The Secret for Selling Your Products at Higher Prices

Have you ever purchased something for a price that you knew was higher than you should have? Have you ever rationalized it as, not only OK, but also a really great buy? You’re not alone.This common experience offers important lessons to help you get premium prices for your own products.

I attended the auction of a 150-year-old general store in the mountains of North Central Pennsylvania. About 300 people crowded under a tent, on a blazing hot day, to get a chance to buy a part of history.And buy they did. Every piece of the store – where my family shopped for four generations – was dismantled and sold off at prices that made my head spin.

An old box – an empty, beat up shoebox not unlike one you’d find in your grandparent’s closet and just toss out – sold for $150 just for the non-descript “ad” on the lid. The store’s coffee tin created a bidder’s frenzy raising the price to $1800.

As I shook my head in disbelief, I saw it…item #432… a little black cast iron squirrel nutcracker. And I seriously just had to have it.

Immediately, “my two selves” sprang into action and began to duke it out over the price I was willing pay. You might recognize these characters: the practical, rational self (aka voice of reason) who was taking to task the irrational feel-good, and just-live-a-little self (aka the one who will get me into trouble). Their dialogue, played out in my head, went something like this:

What a cute little item to put on my coffee table… it will be a great conversation piece.

What? That’s totally ridiculous. When’s the last time you had to crack a nut, anyway?

But I’ll never get another one like it.  And it’s from the general store so it’s like owning a little piece of the place. I can tell guests the story when they crack open that nut as they gather around before Thanksgiving dinner, just like it was when I was a kid….

That thing isn’t even old. It’s a stupid mass-produced POS squirrel that you can get on eBay for $10. Thanksgiving dinner? You’re never home for Thanksgiving and you haven’t cooked a turkey in your life, never mind offered up a bowl of nuts….

Lesson 1: When it comes to the purchase process, we’re all from Venus

Buyers experience, at times, an internal debate over purchases because they’re led to act on emotion and then rationalize their behaviors. As sellers, you can tap into this by offering up a ready-made emotional value-add into your deals. Consider the work of Hallmark, brilliantly playing our heart strings to celebrate a “Hallmark day” or emotional “Hallmark moment.”  And they’ve cooked up lots of them (Grandparents day?).

Lesson 2: Story sells a product by feeding your emotional soul.

A great story can create an emotional connection and meaning for even the most mundane (and seemingly useless) product.  Need I say more than “squirrel nutcracker?” The nostalgic story offered up at the auction connected the product to the chance to own a little piece of the store, a piece of my own family legacy, and even the chance to bring both into the narrative of my own “new” holiday traditions.

I rationalized that bidding up to $65 for that silly little nutcracker (though worth significantly less) was not only acceptable, but a good thing!

Lesson 3:  Setting the Stage Matters

There was a lot happening to impact my auction bidding experience:

  • the crazy auctioneer’s voice and bizarre sounds that I could only half understand but that creates a buying frenzy;
  • the unrelenting heat;
  • the fact that there was a definitive time limit to act now or forever hold my peace.

And therein lies another real secret to getting a premium price for your products – the environment. Hosting the auction on the back doorstep of the store created a sense of nostalgia that couldn’t have been duplicated if you’d been in a typical auction house or convention center.  Watching items be removed from the store and walked off with new owners made it real: this store was disappearing right in front of your eyes. Get it now or never.

The right setting can transport you into the story… and right into an emotional purchase.

Retail merchandisers know this.  Car dealers know this. They create a scene to stir your emotions and call into action a story you just can’t resist.  And at premium price points that, acting alone, your rational selves would never permit.

By the way, my $65 bid limit was too low. I didn’t get the squirrel.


## Problem requirements
Give the count of lines in the records below that contain "bottom", and say nothing more.

══ Record excerpts ══

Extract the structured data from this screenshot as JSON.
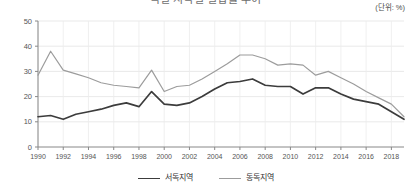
{
  "header": {
    "title_cropped": "독일 지역별 실업률 추이",
    "unit_label": "(단위: %)"
  },
  "legend": {
    "position": "bottom-center",
    "items": [
      {
        "label": "서독지역",
        "color": "#3c3c3c",
        "icon": "line-swatch-icon"
      },
      {
        "label": "동독지역",
        "color": "#9c9c9c",
        "icon": "line-swatch-icon"
      }
    ]
  },
  "axes": {
    "y_ticks": [
      "0",
      "10",
      "20",
      "30",
      "40",
      "50"
    ],
    "x_ticks": [
      "1990",
      "1992",
      "1994",
      "1996",
      "1998",
      "2000",
      "2002",
      "2004",
      "2006",
      "2008",
      "2010",
      "2012",
      "2014",
      "2016",
      "2018"
    ]
  },
  "chart_data": {
    "type": "line",
    "title": "독일 지역별 실업률 추이",
    "xlabel": "",
    "ylabel": "",
    "unit": "(단위: %)",
    "ylim": [
      0,
      50
    ],
    "xlim": [
      1990,
      2019
    ],
    "grid": true,
    "legend_position": "bottom-center",
    "x": [
      1990,
      1991,
      1992,
      1993,
      1994,
      1995,
      1996,
      1997,
      1998,
      1999,
      2000,
      2001,
      2002,
      2003,
      2004,
      2005,
      2006,
      2007,
      2008,
      2009,
      2010,
      2011,
      2012,
      2013,
      2014,
      2015,
      2016,
      2017,
      2018,
      2019
    ],
    "series": [
      {
        "name": "서독지역",
        "color": "#3c3c3c",
        "values": [
          12.0,
          12.5,
          11.0,
          13.0,
          14.0,
          15.0,
          16.5,
          17.5,
          16.0,
          22.0,
          17.0,
          16.5,
          17.5,
          20.0,
          23.0,
          25.5,
          26.0,
          27.0,
          24.5,
          24.0,
          24.0,
          21.0,
          23.5,
          23.5,
          21.0,
          19.0,
          18.0,
          17.0,
          14.0,
          11.0
        ]
      },
      {
        "name": "동독지역",
        "color": "#9c9c9c",
        "values": [
          28.5,
          38.0,
          30.5,
          29.0,
          27.5,
          25.5,
          24.5,
          24.0,
          23.5,
          30.5,
          22.0,
          24.0,
          24.5,
          27.0,
          30.0,
          33.0,
          36.5,
          36.5,
          35.0,
          32.5,
          33.0,
          32.5,
          28.5,
          30.0,
          27.5,
          25.0,
          22.0,
          19.5,
          17.0,
          12.0
        ]
      }
    ]
  }
}
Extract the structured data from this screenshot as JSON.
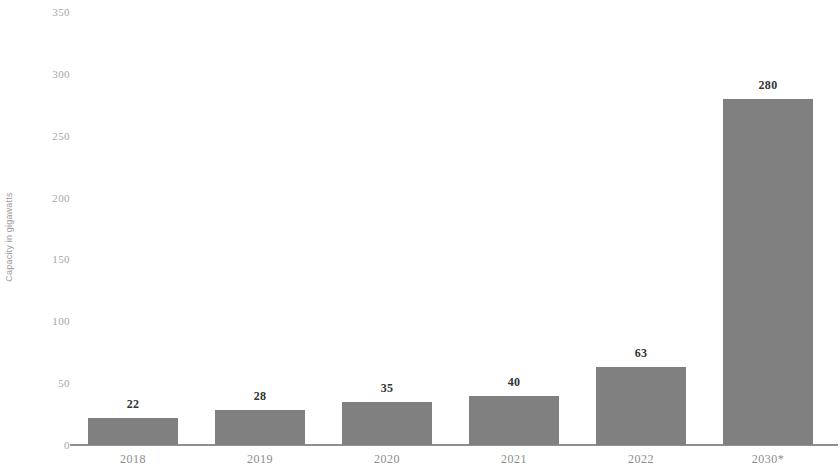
{
  "chart_data": {
    "type": "bar",
    "title": "",
    "subtitle": "",
    "xlabel": "",
    "ylabel": "Capacity in gigawatts",
    "categories": [
      "2018",
      "2019",
      "2020",
      "2021",
      "2022",
      "2030*"
    ],
    "values": [
      22,
      28,
      35,
      40,
      63,
      280
    ],
    "data_labels": [
      "22",
      "28",
      "35",
      "40",
      "63",
      "280"
    ],
    "ylim": [
      0,
      350
    ],
    "y_ticks": [
      0,
      50,
      100,
      150,
      200,
      250,
      300,
      350
    ],
    "y_tick_labels": [
      "0",
      "50",
      "100",
      "150",
      "200",
      "250",
      "300",
      "350"
    ],
    "grid": false,
    "legend": null,
    "legend_position": "none",
    "annotations": [],
    "series": [
      {
        "name": "Capacity",
        "values": [
          22,
          28,
          35,
          40,
          63,
          280
        ],
        "color": "#808080"
      }
    ],
    "colors": {
      "bar": "#808080",
      "axis": "#8f8f8f",
      "tick_label": "#a6a6a6",
      "category_label": "#8c8c8c",
      "data_label": "#333333",
      "axis_title": "#9a9a9a",
      "background": "#ffffff"
    }
  }
}
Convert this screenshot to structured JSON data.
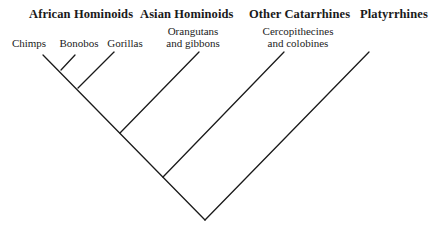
{
  "diagram": {
    "type": "cladogram",
    "groups": [
      {
        "label": "African Hominoids",
        "x": 29
      },
      {
        "label": "Asian Hominoids",
        "x": 140
      },
      {
        "label": "Other Catarrhines",
        "x": 249
      },
      {
        "label": "Platyrrhines",
        "x": 360
      }
    ],
    "leaves": [
      {
        "line1": "Chimps",
        "line2": "",
        "x": 5,
        "y": 37,
        "w": 48
      },
      {
        "line1": "Bonobos",
        "line2": "",
        "x": 57,
        "y": 37,
        "w": 44
      },
      {
        "line1": "Gorillas",
        "line2": "",
        "x": 103,
        "y": 37,
        "w": 44
      },
      {
        "line1": "Orangutans",
        "line2": "and gibbons",
        "x": 155,
        "y": 25,
        "w": 76
      },
      {
        "line1": "Cercopithecines",
        "line2": "and colobines",
        "x": 253,
        "y": 25,
        "w": 90
      }
    ],
    "branches": [
      {
        "from": "root",
        "x1": 205,
        "y1": 220,
        "x2": 43,
        "y2": 55
      },
      {
        "from": "root",
        "x1": 205,
        "y1": 220,
        "x2": 369,
        "y2": 52
      },
      {
        "from": "node-chimp-bonobo",
        "x1": 61,
        "y1": 70,
        "x2": 75,
        "y2": 55
      },
      {
        "from": "node-gorilla",
        "x1": 78,
        "y1": 88,
        "x2": 114,
        "y2": 52
      },
      {
        "from": "node-asian",
        "x1": 120,
        "y1": 133,
        "x2": 199,
        "y2": 52
      },
      {
        "from": "node-catarrhine",
        "x1": 163,
        "y1": 177,
        "x2": 284,
        "y2": 52
      }
    ]
  }
}
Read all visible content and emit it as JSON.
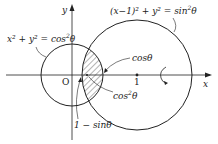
{
  "diagram": {
    "type": "geometry",
    "colors": {
      "stroke": "#222222",
      "hatch": "#444444",
      "background": "#ffffff"
    },
    "axes": {
      "x_label": "x",
      "y_label": "y",
      "origin_label": "O",
      "tick_1_label": "1"
    },
    "circles": [
      {
        "name": "small-circle",
        "equation_lhs": "x² + y² = cos",
        "equation_sup": "2",
        "equation_rhs": "θ",
        "center": [
          0,
          0
        ],
        "radius": "cosθ"
      },
      {
        "name": "large-circle",
        "equation_lhs": "(x−1)² + y² = sin",
        "equation_sup": "2",
        "equation_rhs": "θ",
        "center": [
          1,
          0
        ],
        "radius": "sinθ"
      }
    ],
    "annotations": {
      "cos_theta": "cosθ",
      "cos2_theta_base": "cos",
      "cos2_theta_sup": "2",
      "cos2_theta_end": "θ",
      "one_minus_sin_theta": "1 − sinθ"
    },
    "rotation_arrow": "rotation about x-axis"
  }
}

═══

## Answer for this exercise
2